A little factoid first though: the ISO 8601 output in Ruby is similar to the "Combined date and time" output from ISO 8601's Wikipedia page.

You've got a string and so you'll need to convert it into a Time object which you can do with to_time. Then it's simply a matter of calling iso8601 on that object to get the ISO 8601 version:

"2010-10-25 23:48:46 UTC".to_time.iso8601

The to_time method is courtesy of Rails, whilst the iso8601 is courtesy of Ruby's standard library.

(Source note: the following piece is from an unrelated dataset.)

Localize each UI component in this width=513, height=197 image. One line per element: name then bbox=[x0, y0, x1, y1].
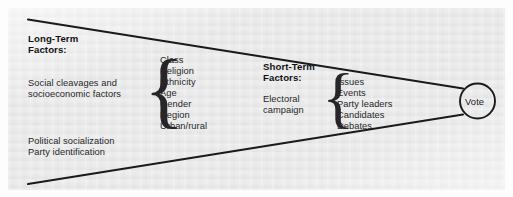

Solution 2 - Ruby on-Rails

After much experimenting, I find the Time library's parser to be better than DateTime, although the reasons escape me at the moment. With that caveat, I always use Time rather than DateTime for this kind of stuff, and the ruby documentation is also difficult to grok as to why this is so,

require 'time'
puts Time.parse("2010-10-25 23:48:46 UTC").iso8601
"2010-10-25T23:48:46Z"

Solution 3 - Ruby on-Rails

Note: you have to convert (parse) a time string into a time object before you can apply the to_time method.

ruby-1.9.2-p180 :016 > "2010-10-25 23:48:46 UTC".to_time.iso8601
NoMethodError: undefined method `to_time' for "2010-10-25 23:48:46 UTC":String
	from (irb):16

Correct procedure:

irb> ut = DateTime.parse("2010-10-25 23:48:46 UTC")

irb> ut.iso8601
 => "2010-10-25T23:48:46+00:00" 

Solution 4 - Ruby on-Rails

Adding an answer to this super old question because if you're using Rails, there is no need to convert/parse it in the way the other answers here are telling you to do:

  • If it's already a timestamp (e.g., a created_at or updated_at attribute), you can directly call the iso8601 method on that timestamp (e.g., object.created_at.iso8601).
  • The iso8601 method also accepts a numeric argument to display fractional digits; you would use this if you want 2020-04-06T19:16:55.604Z instead of 2020-04-06T19:16:55Z.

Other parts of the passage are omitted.